What, then, would I conserve. Well, I would have conserved the core family unit, but I think it is too late to conserve that. We have moved beyond the family to a broader “It Takes A Village” approach, where we put our trust in government. The sanctity of the family, of the tribe, has been maligned by everyone but anthropologists who study tribal customs in isolated areas and label it “culture.” It is our own culture I would conserve. It is the very thing that makes me me that I would conserve.
“Everyone is special,” says the sociologist. That’s true and not true. Everyone is special by the fact that they are unique just like everyone else. But some are gifted one way, and others gifted in another. Some are just gifted with being lucky, which is a hard gift to beat. The trails blazed by the pioneers who yearned for the freedom of self-sufficiency of owning their own land is littered with the bones of the special and the not-so-special. Even some of the special ones had their slain or diseased bodies consumed by worms and fungus. The not-so-special ones succumbed in large numbers. Yet, they faced hardship, deprivation, and death, for something we seem to be trading for an adulterated, addictive milk offered to us in exchange for the freedom from the danger of being able to choose for ourselves. We no longer get to experience the great teacher of failure. We are reduced to the lowest common denominator.
If I could conserve something, something so sacred, so precious, so invigorating, it would be the right of men to fail and fail often, and dust themselves off and re-start under their own means and motivation, however meager, for this is what makes men great. I think we have progressed beyond that. I do not think it progress when we are furnished a gentle failure at great expense while being denied the chance to fail while doing greatly.
Yes, I was borrowing from the great progressive, Teddy Roosevelt.
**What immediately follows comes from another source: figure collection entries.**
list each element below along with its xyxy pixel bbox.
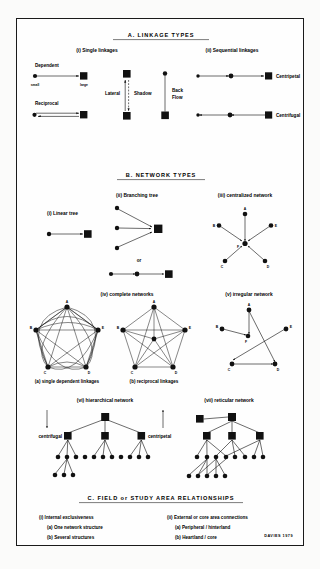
centralized-label-d: D [267,265,270,269]
centralized-node-d [263,259,268,264]
section-c-title: C. FIELD or STUDY AREA RELATIONSHIPS [88,495,235,501]
arc-a8 [36,323,98,331]
centrifugal-node-2 [228,113,233,118]
pentagon-a-node-a [64,304,69,309]
centralized-label-f: F [237,245,239,249]
hier-leaf-4 [83,455,88,460]
ret-mid-node-1 [203,432,211,440]
irregular-label-f: F [245,340,247,344]
ret-top-edge [204,417,228,419]
hier-sub-e3 [67,459,73,474]
pentagon-b-node-center [152,337,157,342]
linear-tree-target [84,230,92,238]
figure-canvas: A. LINKAGE TYPES (i) Single linkages (ii… [17,19,305,547]
pentagon-a-label-a: A [66,300,69,304]
centralized-edge-e [248,226,270,241]
centralized-label-c: C [221,265,224,269]
hier-e13 [68,440,76,456]
centralized-node-b [217,223,222,228]
centralized-edge-b [220,226,242,241]
pentagon-a-node-d [83,364,88,369]
ret-g1 [189,459,207,475]
pentagon-a-label-e: E [102,326,105,330]
ret-e3 [232,421,260,433]
hier-e33 [141,440,148,456]
centralized-edge-d [248,246,264,260]
ret-mid-node-2 [228,432,236,440]
branching-root [154,225,162,233]
ret-g7 [207,459,226,475]
irregular-node-e [284,327,289,332]
ret-leaf-8 [261,455,266,460]
ret-leaf-3 [214,455,219,460]
ret-leaf-4 [224,455,229,460]
ret-leaf-6 [243,455,248,460]
reciprocal-target-node [80,111,87,118]
hier-subleaf-1 [53,473,58,478]
irregular-edge-ad [249,311,275,362]
centralized-edge-c [226,246,242,260]
hier-e11 [58,440,68,456]
pentagon-b-label-b: B [117,326,120,330]
arc-a5 [48,330,98,369]
centrifugal-node-3 [265,111,272,118]
hier-leaf-9 [128,455,133,460]
back-label: Back [172,88,183,93]
internal-exclusiveness-a: (a) One network structure [47,525,103,530]
pentagon-a-label-c: C [44,371,47,375]
pentagon-b-node-b [120,327,125,332]
ret-f3 [207,440,226,456]
reticular-network [187,413,266,478]
complete-a-caption: (a) single dependent linkages [35,379,100,384]
centralized-label-b: B [213,224,216,228]
irregular-node-f [246,334,251,339]
centripetal-label: Centripetal [276,74,300,79]
ret-top-node-2 [228,413,236,421]
hier-leaf-7 [110,455,115,460]
complete-network-reciprocal: A B C D E [117,300,192,375]
hier-leaf-10 [137,455,142,460]
hier-centripetal-label: centripetal [148,434,171,439]
hier-mid-node-2 [101,432,109,440]
linear-tree-source [47,232,51,236]
centrifugal-node-1 [196,113,199,116]
hier-leaf-8 [119,455,124,460]
external-connections-b: (b) Heartland / core [175,535,217,540]
centripetal-node-1 [196,74,199,77]
internal-exclusiveness-b: (b) Several structures [47,535,95,540]
ret-f9 [260,440,263,456]
flow-label: Flow [172,95,183,100]
hier-subleaf-2 [62,473,67,478]
internal-exclusiveness-head: (i) Internal exclusiveness [39,515,94,520]
hierarchical-network: centrifugal centripetal [39,410,172,477]
pentagon-b-label-a: A [153,300,156,304]
figure-page: A. LINKAGE TYPES (i) Single linkages (ii… [0,0,320,569]
irregular-label-a: A [248,303,251,307]
ret-e1 [207,421,232,433]
ret-g2 [198,459,207,475]
reciprocal-source-node [32,113,36,117]
irregular-label-b: B [216,325,219,329]
lateral-bottom-node [123,112,131,120]
centralized-label-e: E [275,224,278,228]
linear-tree-label: (i) Linear tree [47,211,78,216]
hier-subleaf-3 [71,473,76,478]
centralized-network-label: (iii) centralized network [218,193,273,198]
pentagon-a-node-b [33,327,38,332]
figure-frame: A. LINKAGE TYPES (i) Single linkages (ii… [16,18,304,546]
ret-subleaf-2 [196,474,201,479]
irregular-label-c: C [228,368,231,372]
hier-leaf-5 [92,455,97,460]
pentagon-b-label-d: D [175,371,178,375]
dependent-target-node [80,72,87,79]
backflow-bottom-node [161,112,169,120]
dependent-label: Dependent [35,63,59,68]
irregular-node-c [230,362,235,367]
branching-alt-root [165,270,173,278]
shadow-label: Shadow [134,91,152,96]
irregular-label-e: E [290,325,293,329]
reciprocal-label: Reciprocal [35,101,59,106]
branching-edge-1 [118,209,152,227]
hier-root-edge-3 [105,419,141,433]
hier-root-node [101,413,109,421]
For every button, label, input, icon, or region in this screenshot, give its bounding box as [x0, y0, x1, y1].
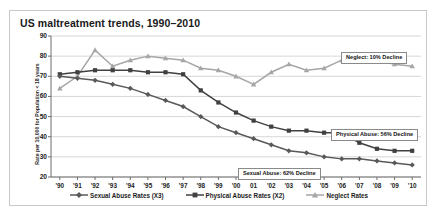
- data-point-marker: [93, 68, 97, 72]
- legend-marker-diamond-icon: [70, 191, 88, 199]
- data-point-marker: [128, 68, 132, 72]
- data-point-marker: [163, 70, 167, 74]
- data-point-marker: [234, 110, 238, 114]
- data-point-marker: [111, 68, 115, 72]
- legend-marker-square-icon: [186, 191, 204, 199]
- data-point-marker: [304, 129, 308, 133]
- chart-legend: Sexual Abuse Rates (X3)Physical Abuse Ra…: [10, 191, 428, 199]
- data-point-marker: [357, 141, 361, 145]
- legend-label: Physical Abuse Rates (X2): [206, 192, 285, 199]
- physical-abuse-annotation: Physical Abuse: 56% Decline: [331, 129, 418, 141]
- sexual-abuse-annotation: Sexual Abuse: 62% Decline: [238, 168, 321, 180]
- legend-label: Neglect Rates: [326, 192, 368, 199]
- data-point-marker: [216, 100, 220, 104]
- legend-item: Neglect Rates: [306, 191, 368, 199]
- data-point-marker: [192, 193, 197, 198]
- data-point-marker: [146, 70, 150, 74]
- data-point-marker: [269, 125, 273, 129]
- data-point-marker: [410, 149, 414, 153]
- neglect-annotation: Neglect: 10% Decline: [341, 52, 407, 64]
- data-point-marker: [287, 129, 291, 133]
- plot-area: [10, 11, 428, 207]
- data-point-marker: [75, 70, 79, 74]
- data-point-marker: [76, 192, 82, 198]
- chart-card: US maltreatment trends, 1990–2010 Rate p…: [9, 10, 427, 206]
- chart-figure: US maltreatment trends, 1990–2010 Rate p…: [0, 0, 436, 216]
- data-point-marker: [199, 88, 203, 92]
- legend-item: Sexual Abuse Rates (X3): [70, 191, 164, 199]
- legend-label: Sexual Abuse Rates (X3): [90, 192, 164, 199]
- data-point-marker: [181, 72, 185, 76]
- data-point-marker: [392, 149, 396, 153]
- data-point-marker: [252, 119, 256, 123]
- data-point-marker: [375, 147, 379, 151]
- legend-item: Physical Abuse Rates (X2): [186, 191, 285, 199]
- data-point-marker: [322, 131, 326, 135]
- legend-marker-triangle-icon: [306, 191, 324, 199]
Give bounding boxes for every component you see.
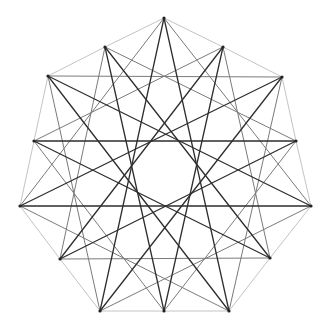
vertex-point — [162, 309, 165, 312]
vertex-point — [162, 16, 165, 19]
star-7-2-line — [60, 47, 105, 259]
vertex-point — [98, 309, 101, 312]
vertex-point — [294, 139, 297, 142]
vertex-point — [227, 309, 230, 312]
star-7-3-line — [60, 47, 223, 259]
vertex-point — [309, 204, 312, 207]
vertex-point — [221, 45, 224, 48]
vertex-point — [58, 257, 61, 260]
outline-edge — [164, 18, 223, 47]
vertex-point — [32, 139, 35, 142]
vertex-point — [18, 204, 21, 207]
outline-edge — [270, 206, 311, 258]
diagram-svg — [0, 0, 330, 331]
outline-edge — [223, 47, 282, 77]
vertex-point — [268, 256, 271, 259]
star-7-3-line — [164, 47, 223, 311]
heptagon-star-diagram — [0, 0, 330, 331]
star-7-2-line — [60, 258, 270, 259]
star-7-2-line — [105, 47, 296, 141]
vertex-point — [280, 75, 283, 78]
vertex-point — [103, 45, 106, 48]
star-7-3-line — [60, 141, 296, 259]
outline-edge — [20, 206, 60, 259]
outline-edge — [34, 76, 48, 141]
vertex-point — [46, 74, 49, 77]
star-7-3-line — [34, 141, 270, 258]
outline-edge — [48, 47, 105, 76]
star-7-3-line — [105, 47, 164, 311]
outline-edge — [282, 77, 296, 141]
outline-edge — [105, 18, 164, 47]
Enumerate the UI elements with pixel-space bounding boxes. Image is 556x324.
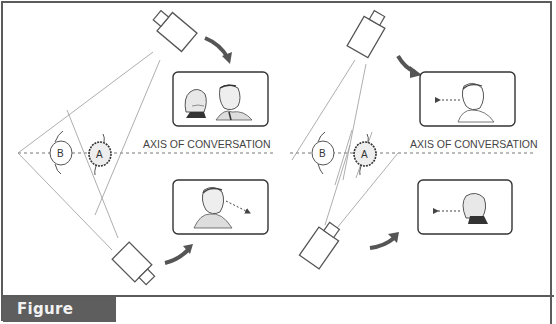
right-panel: AXIS OF CONVERSATION B <box>290 8 538 269</box>
person-a-icon: A <box>354 134 376 175</box>
bottom-arrow-icon <box>165 250 188 263</box>
left-bottom-frame <box>173 180 268 234</box>
top-camera-icon <box>347 8 390 58</box>
svg-text:B: B <box>319 148 326 159</box>
person-b-icon: B <box>50 131 72 174</box>
bottom-camera-icon <box>299 219 344 269</box>
frame-right-edge <box>550 295 552 324</box>
left-axis-label: AXIS OF CONVERSATION <box>143 138 271 150</box>
left-top-frame <box>173 72 268 126</box>
bottom-camera-icon <box>112 242 159 289</box>
person-a-icon: A <box>89 134 111 175</box>
left-panel: AXIS OF CONVERSATION B A <box>18 6 276 289</box>
top-camera-icon <box>149 6 197 51</box>
right-axis-label: AXIS OF CONVERSATION <box>410 138 538 150</box>
right-top-frame <box>420 72 515 126</box>
figure-caption: Figure 4.12 <box>3 297 116 322</box>
svg-text:A: A <box>96 149 103 160</box>
axis-of-conversation-diagram: AXIS OF CONVERSATION B A <box>0 0 556 296</box>
right-bottom-frame <box>418 180 512 234</box>
svg-text:A: A <box>361 149 368 160</box>
bottom-arrow-icon <box>370 238 394 248</box>
person-b-icon: B <box>312 132 334 174</box>
svg-text:B: B <box>57 148 64 159</box>
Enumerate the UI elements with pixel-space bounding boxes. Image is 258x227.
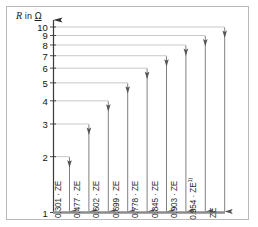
y-tick-label: 3 [22, 118, 48, 129]
y-tick-label: 10 [22, 22, 48, 33]
gridlines-group [54, 27, 225, 157]
arrow-label: 0.903 · ZE [170, 180, 179, 217]
footnote-marker: 1) [188, 177, 194, 182]
arrow-label: 0.778 · ZE [131, 180, 140, 217]
arrow-label: 0.477 · ZE [73, 180, 82, 217]
arrow-label: 0.699 · ZE [112, 180, 121, 217]
y-tick-label: 5 [22, 77, 48, 88]
y-tick-label: 4 [22, 95, 48, 106]
arrow-label: 0.301 · ZE [54, 180, 63, 217]
figure-container: R in Ω 12345678910 0.301 · ZE0.477 · ZE0… [0, 0, 258, 227]
arrow-label: 0.602 · ZE [92, 180, 101, 217]
arrow-label: 0.845 · ZE [151, 180, 160, 217]
y-tick-label: 8 [22, 39, 48, 50]
arrow-label: ZE [209, 207, 218, 217]
y-tick-label: 7 [22, 50, 48, 61]
y-tick-label: 1 [22, 207, 48, 218]
arrow-label: 0.954 · ZE1) [188, 177, 199, 219]
y-tick-label: 6 [22, 63, 48, 74]
y-tick-label: 2 [22, 151, 48, 162]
If we could all be like Teddy in our actions, and unlike him in his desire to inflict what he thought was best on common folks, then we, too, could be as successful. For if ever there was a man who perceived himself to be above common folk, it was Theodore Roosevelt. There was nothing common about him…not in his own life or in his own estimation of himself. That’s the trouble with progressives…they think too much of themselves.
Maybe, in that sense, I am a progressive, too. If so, then this is a tenet of progressivism unwelcomed by progressives, and one this conservative would like to conserve.
Think about that, if you will. That’s as honest as I know how to be.